Engaging in creative activities improves emotional well-being: study
Even when controlling for next-day creative activity, the previous day's creativity significantly predicted energised PA and flourishing.
Washington: A recent study has found that everyday creative activity may lead to an "upward spiral" of increased wellbeing and creativity in young adults.
In the new research from New Zealand's University, Department of Psychology researchers asked 658 university students to keep a daily diary of their experiences and emotional states over 13 days.
After analysing the diaries the researchers, led by Dr Tamlin Conner, found a pattern of the participants feeling more enthusiasm and higher "flourishing" than usual following days when they were more creative.
Flourishing is a psychological concept that can be described as increasing positive growth in oneself. While the current study did not specifically ask the university students to record the nature of their creative activity, the researchers had collected such information informally in an earlier study.
They found that the most common examples reported were songwriting; creative writing (poetry, short fiction); knitting and crochet; making new recipes; painting, drawing, and sketching; graphic and digital design; and musical performance.
Dr Conner says she and her team wanted to find out if engaging in everyday creative acts makes people feel better emotionally.
"There is growing recognition in psychology research that creativity is associated with emotional functioning. However, most of this work focuses on how emotions benefit or hamper creativity, not whether creativity benefits or hampers emotional wellbeing," Dr Conner says.
The researchers found that "positive affect" (PA) -- which encompasses feelings such as pleasurable engagement, happiness, joy, excitement, and enthusiasm -- on a particular day did not predict next-day creative activity.
"Our earlier research found that PA appears to increase creativity during the same day, but our latest findings show that there is no cross-day effect. Rather, it is creative activity on the previous day that predicts wellbeing the next," she says.
Even when controlling for next-day creative activity, the previous day's creativity significantly predicted energised PA and flourishing.
Dr Conner and her co-authors write that: "this finding suggests a particular kind of upward spiral for wellbeing and creativity.
Engaging in creative behavior leads to increases in wellbeing the next day, and this increased wellbeing is likely to facilitate creative activity on the same day.
They conclude that "overall, these findings support the emerging emphasis on everyday creativity as a means of cultivating positive psychological functioning."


Go to the line holding "Uncover human head region." in the data below. Return it and each line after it through the last, exactly, and skip the pictures.

━━ Dataset records

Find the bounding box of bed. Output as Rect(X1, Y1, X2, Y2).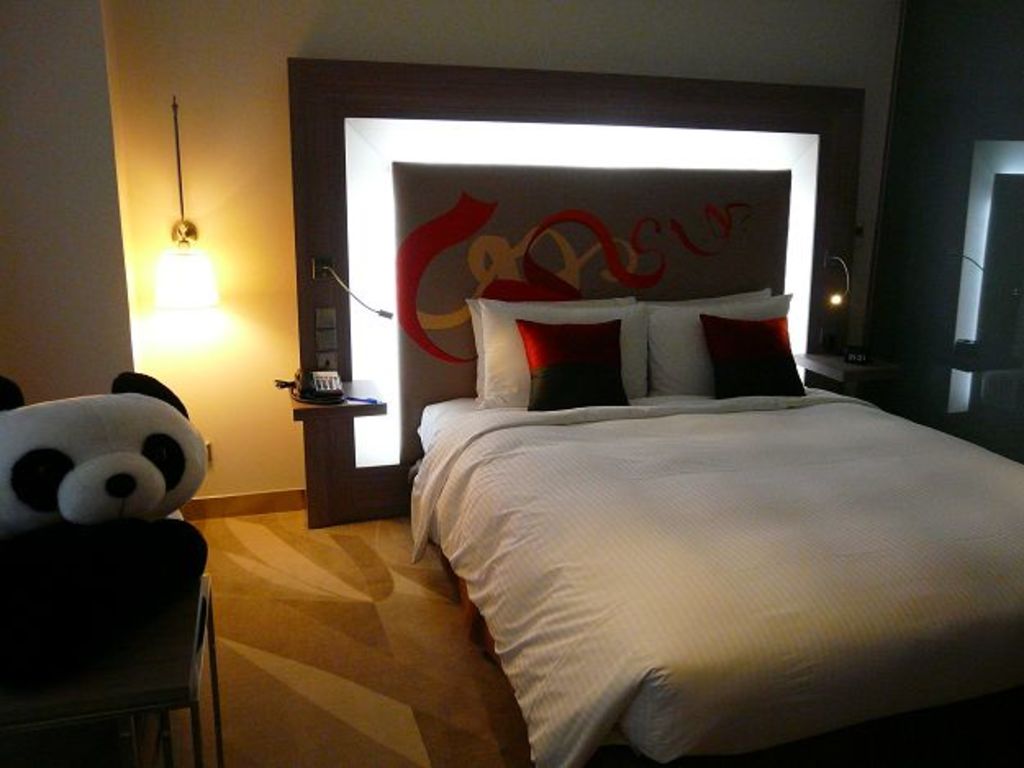
Rect(357, 187, 1008, 742).
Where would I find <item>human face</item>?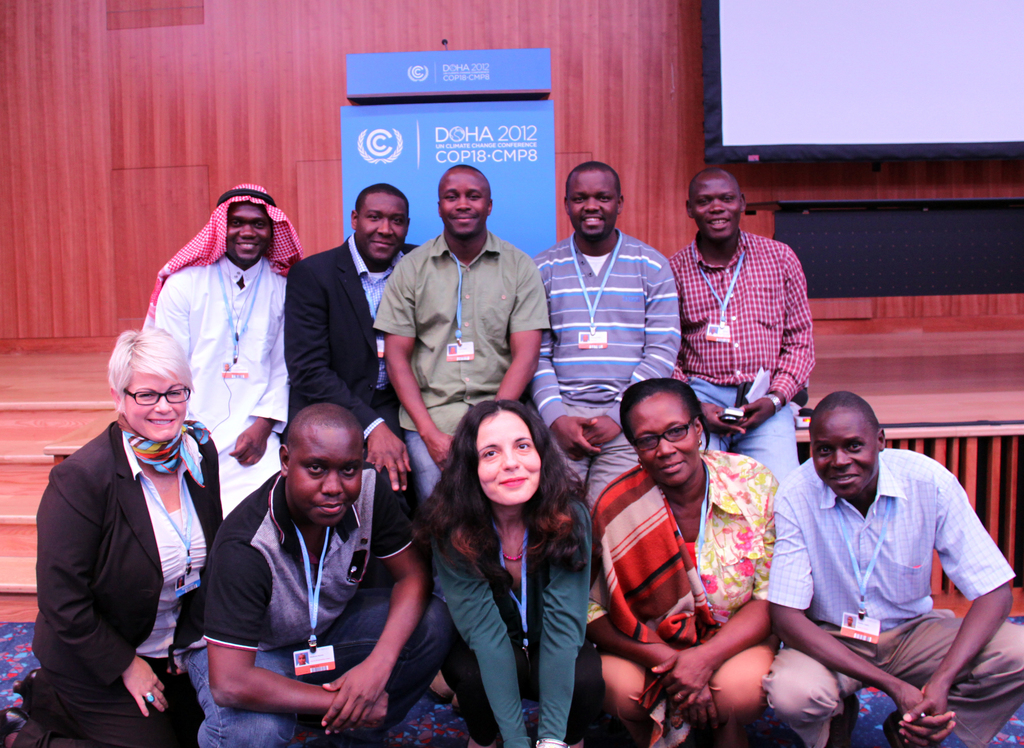
At {"left": 125, "top": 370, "right": 188, "bottom": 442}.
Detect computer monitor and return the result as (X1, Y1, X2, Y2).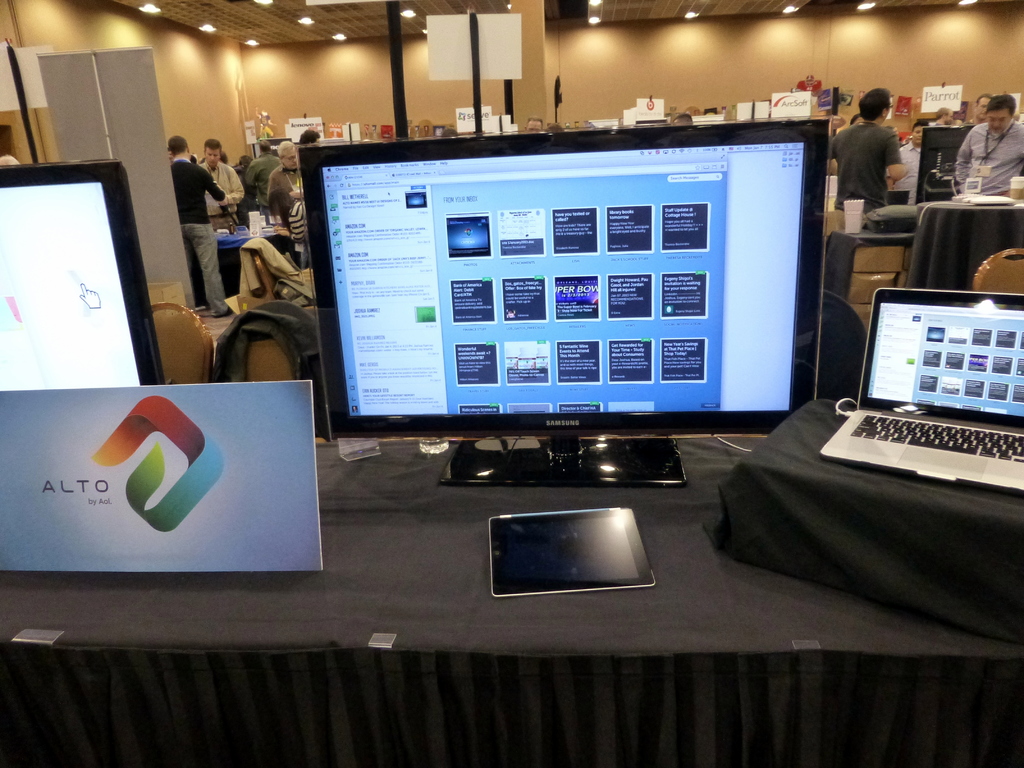
(916, 126, 975, 204).
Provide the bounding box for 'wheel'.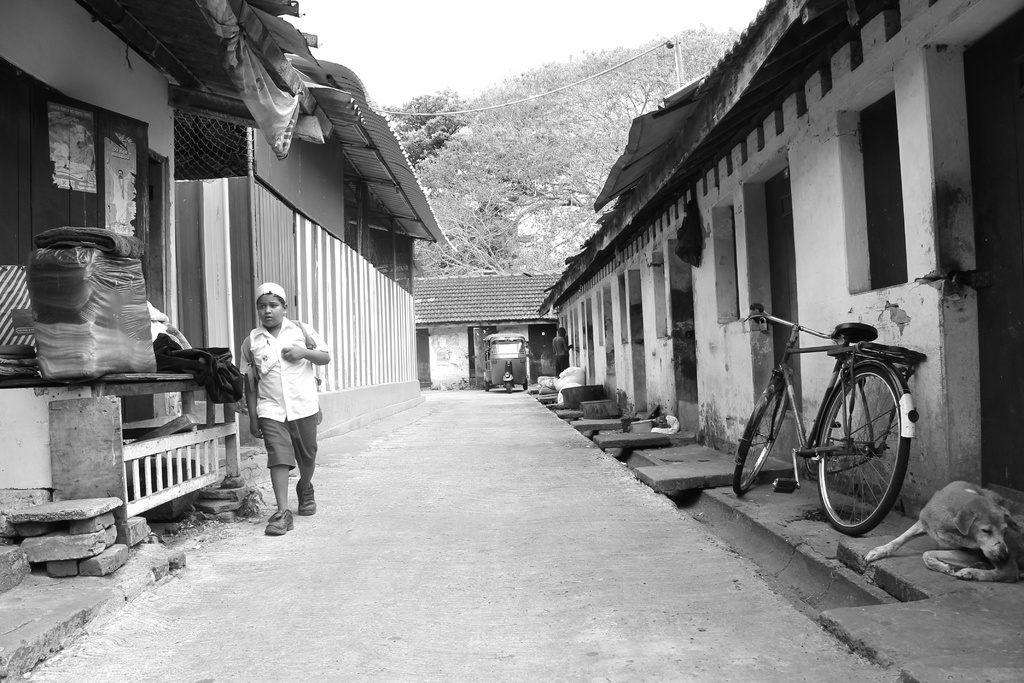
left=522, top=379, right=527, bottom=391.
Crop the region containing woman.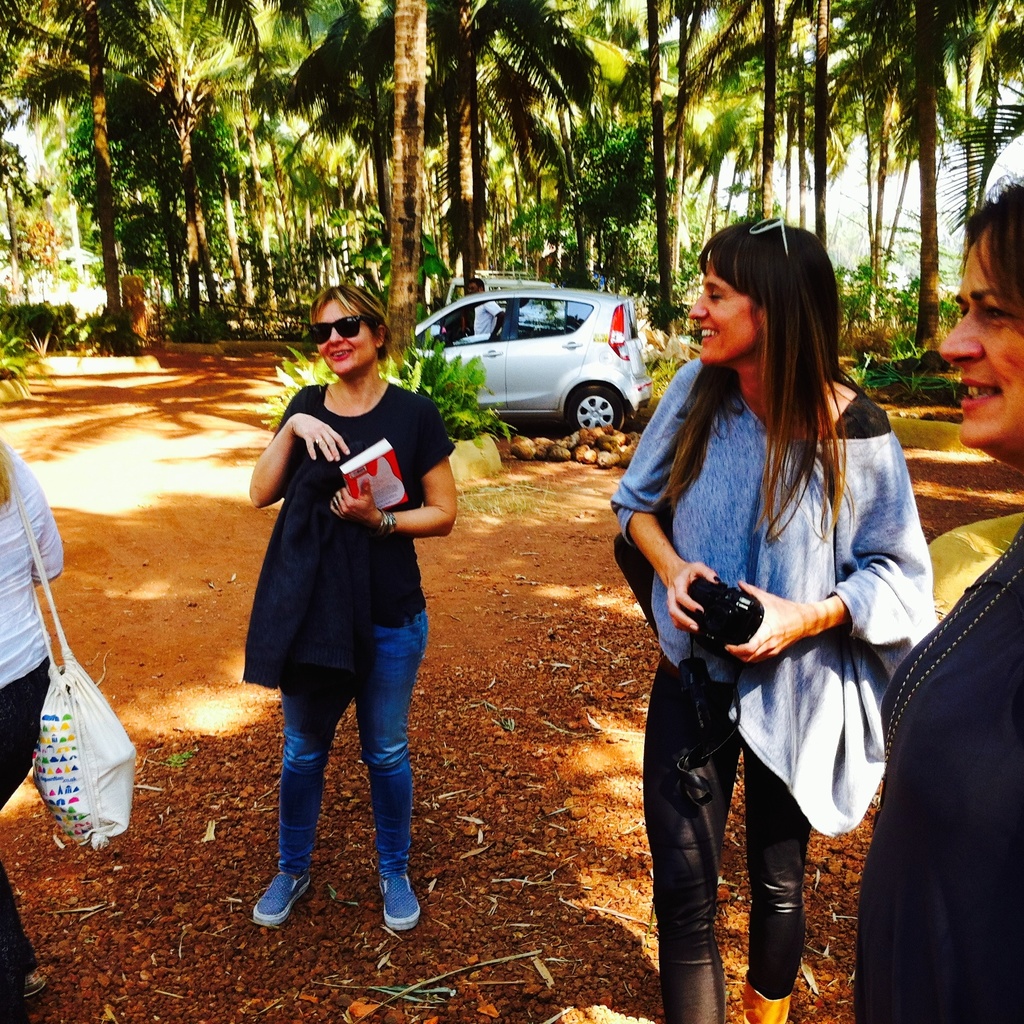
Crop region: region(612, 216, 934, 1020).
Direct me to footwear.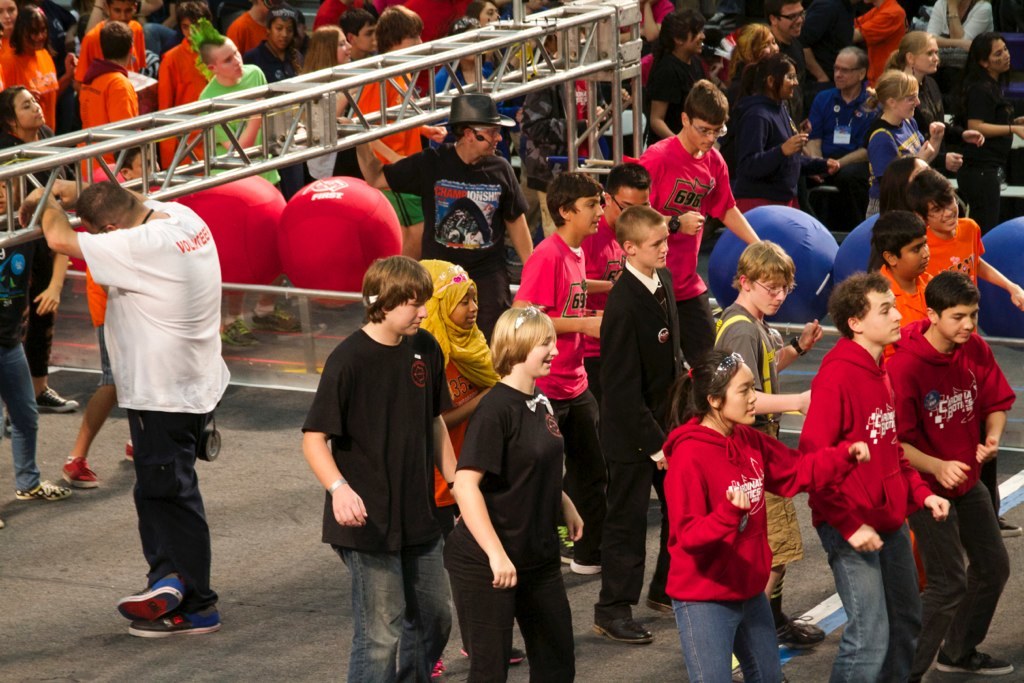
Direction: rect(12, 475, 76, 505).
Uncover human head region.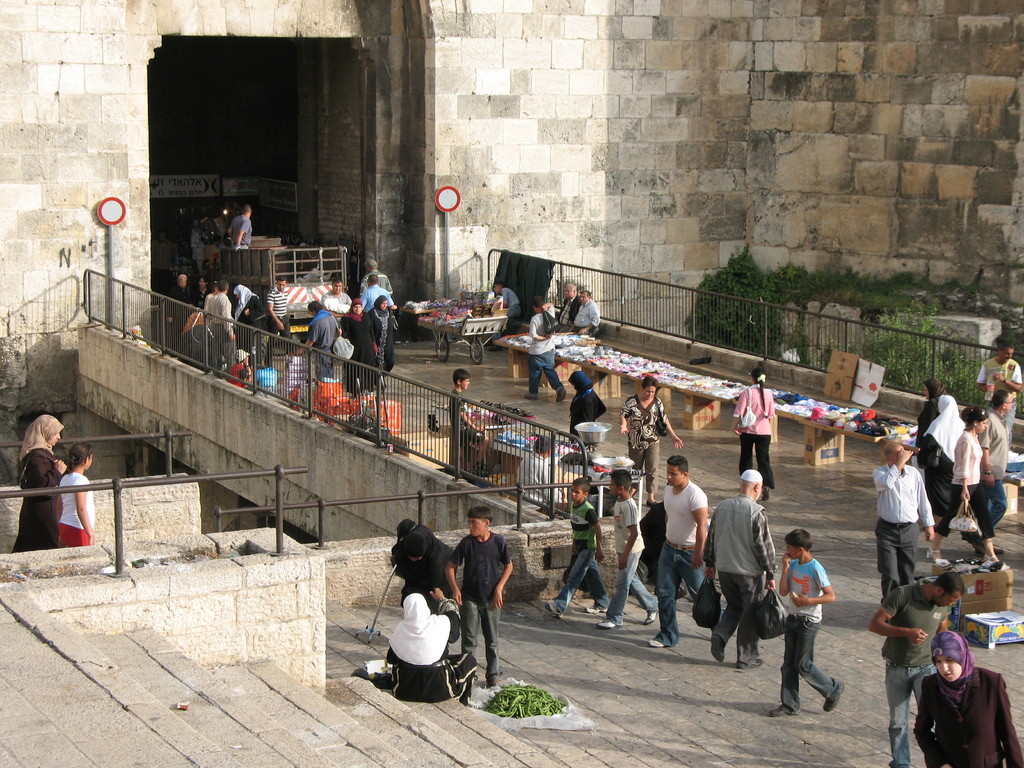
Uncovered: [569, 371, 591, 393].
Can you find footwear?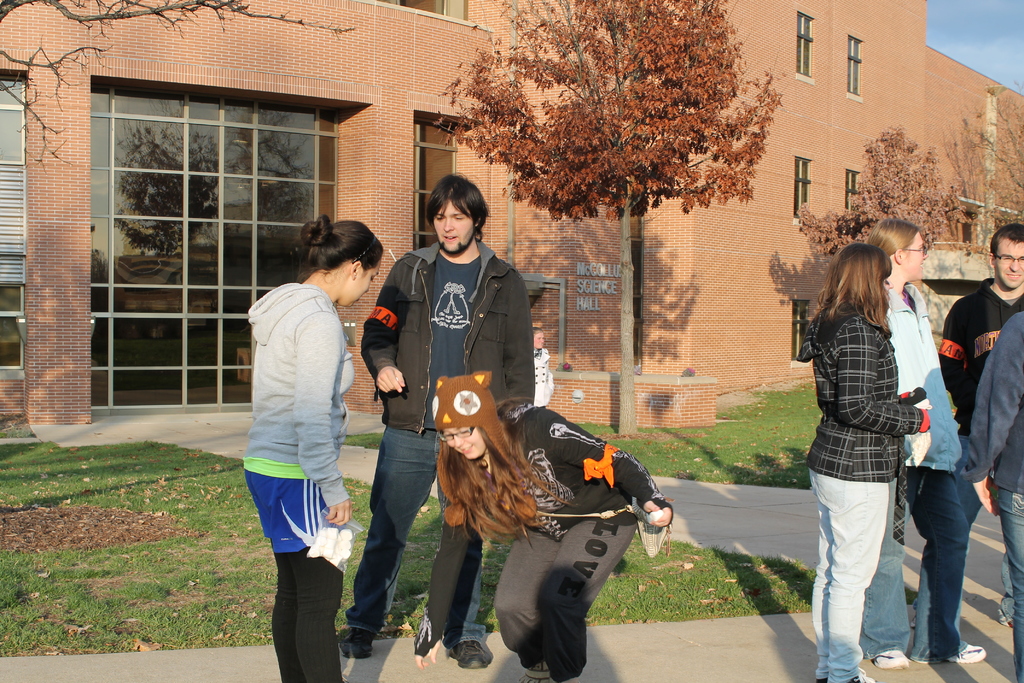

━━━━

Expected output:
Uncover human head region.
Uncovered: [569, 371, 591, 393].
Can you find footwear?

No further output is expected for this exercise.